The big risk with the timer approach would be that you'd have to monitor the battery bank manually to watch for it getting over-discharged. If you leave it to the inverter it will run the pack down to something like 21V before LVD kicks in and the inverter shuts down. Do that too much and you'll rot the batteries as they will have been discharged to more than 80% DoD whereas you shouldn't discharge them by more than 50%.
Also, if you rely on just the timer you may run heavier than expected loads on the inverter and it will shut down before the next "grid window" and then any critical loads (like a fridge) will suffer from the outage (if you're not around to override the timer).
I've got a SmartGauge that does what you want. It can measure the battery SoC directly and can be programmed to output a relay alarm at a particular low SoC. So when the battery bank hits 50% it alarms and the relay closes/opens (it's a change-over type) and you can use this to operate an external buzzer, light or even start up a genset to charge the bank. The alarm will continue for a set time (programmable) so you are meant to set it to a time that would allow a genset to fully recharge the bank and then it will time-out and stop.
In your case, you set the alarm relay to drive a big grid change-over relay so that while the battery stays above 50%, the grid is disconnected and the inverter runs but if the wind power isn't enough to keep the SoC above your chosen set-point, the SmartGauge will alarm and connect the grid and charge the bank for some programmed number of hours (avoiding any weird cyclic behaviour).
Hopefully the wind charge controller would take care of things like topping off the battery once in a while and equalising the bank (if you've got floodies), as the SmartGauge will not connect the grid unless the bank gets critically low.
You can see more on the SmartGauge at www.smartgauge.co.uk
Maybe to avoid the bank sitting for a long time at a partial charge you could also trigger the grid relay once a week for a few hours just to make sure that the bank gets topped off at least once a week to keep the sulphate at bay.
The SmartGauge isn't cheap though (about £145 / $230). You could rig something with voltage comparators & some logic but then you'd maybe suffer from false alarms as a large load can easily drag a bank down to under 24V temporarily but as soon as you remove the load (boiling a kettle) the bank voltage rebounds and it hasn't actually discharged that much (just maybe 3-4% in reality).
IMHO it's worth having the SmartGauge anyway, as it takes a lot of guess-work out of monitoring my batteries. You don't have to resync it ever and it reads SoC % rather than Volts or Ah.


» Task to carry out
Your reply must contain the lines from the one with "Find the location of a" through the last line of the material, exact and complete, with no pictures and no other text.

────────

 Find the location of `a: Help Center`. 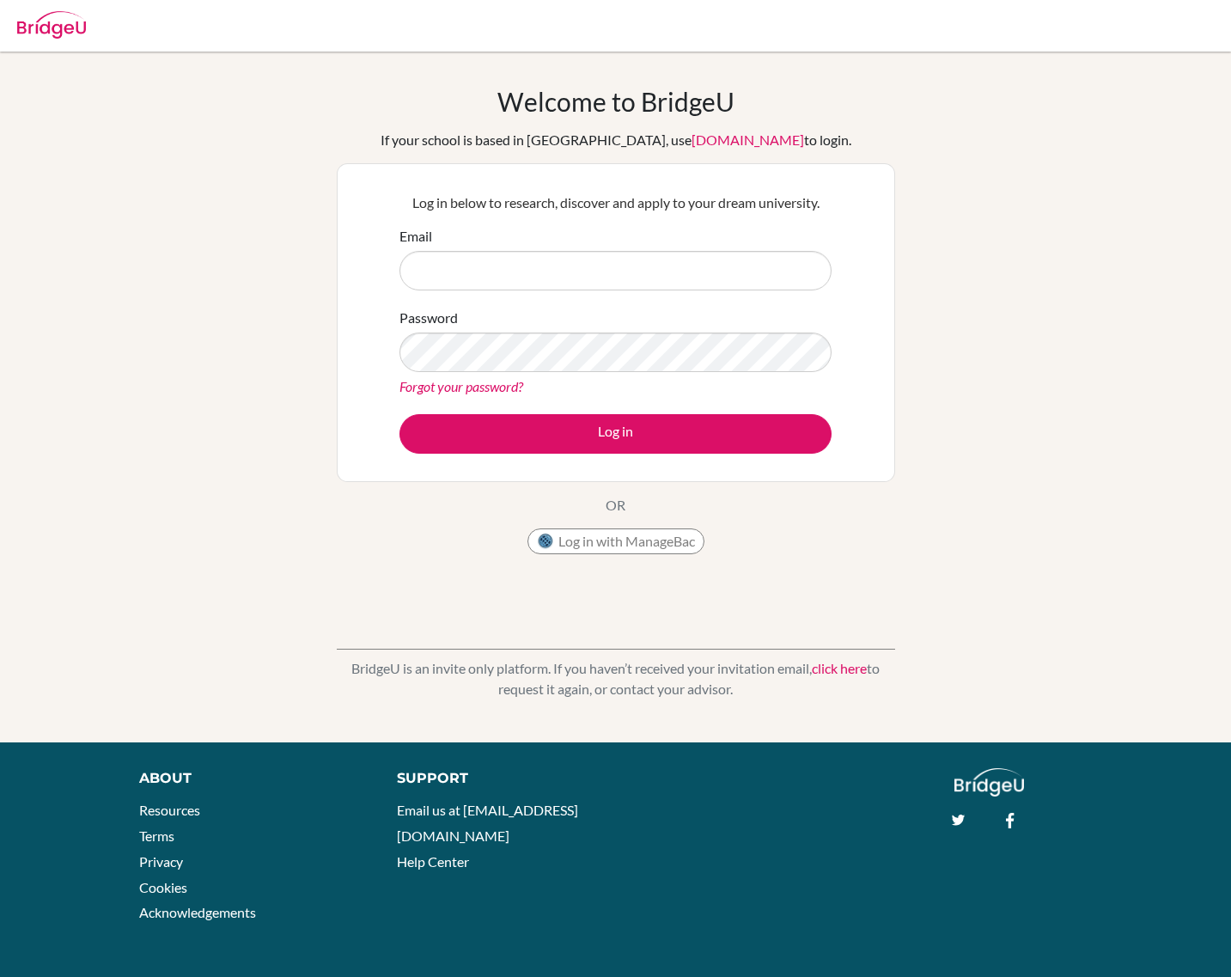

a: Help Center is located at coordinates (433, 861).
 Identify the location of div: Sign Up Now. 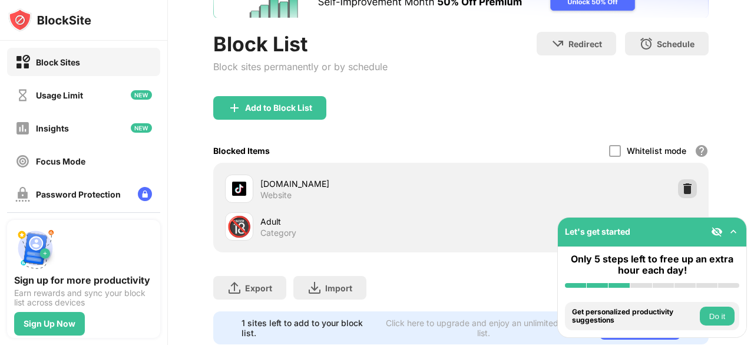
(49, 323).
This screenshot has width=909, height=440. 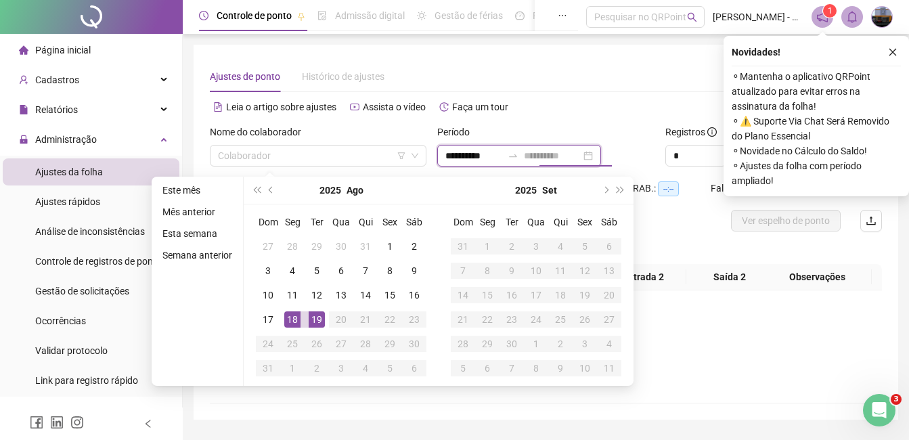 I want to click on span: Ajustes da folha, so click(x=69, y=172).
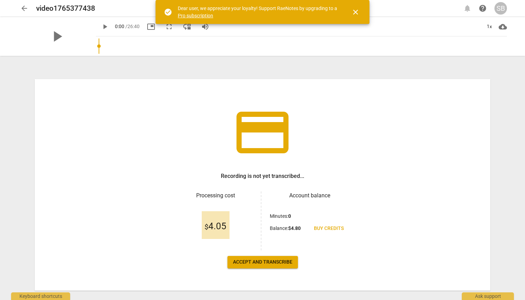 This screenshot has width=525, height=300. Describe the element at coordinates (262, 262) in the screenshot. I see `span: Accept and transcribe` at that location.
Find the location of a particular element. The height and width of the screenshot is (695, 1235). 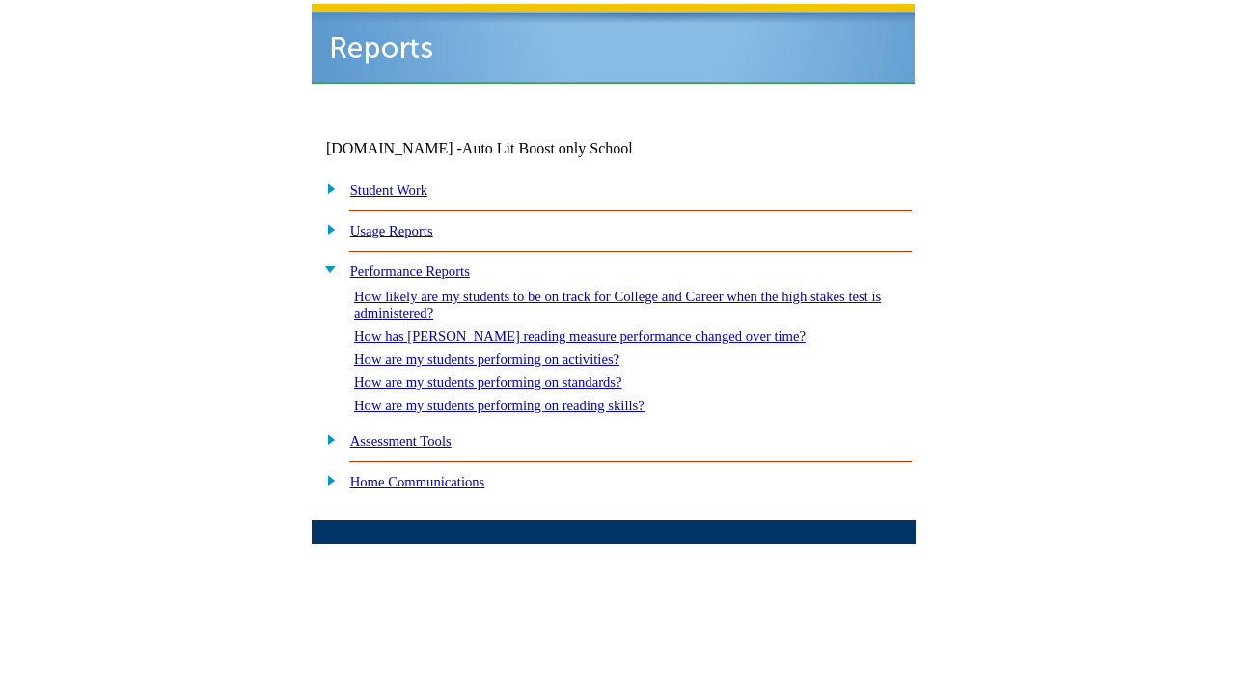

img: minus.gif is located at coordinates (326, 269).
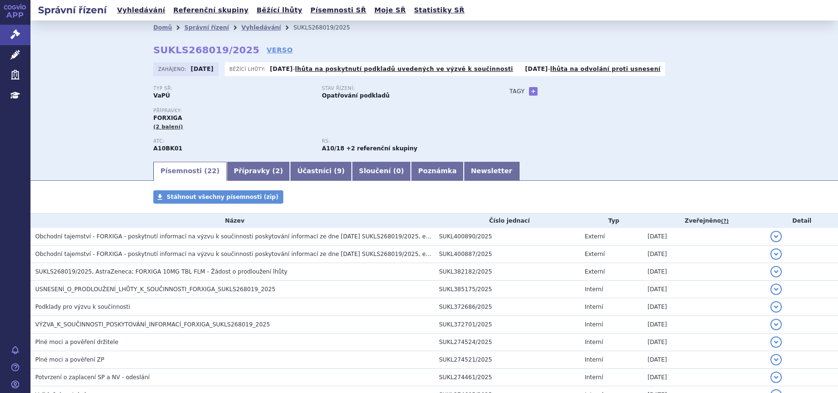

────────

» Expected answer
Find the location of a particular element. The height and width of the screenshot is (695, 1235). 

img: minus.gif is located at coordinates (326, 269).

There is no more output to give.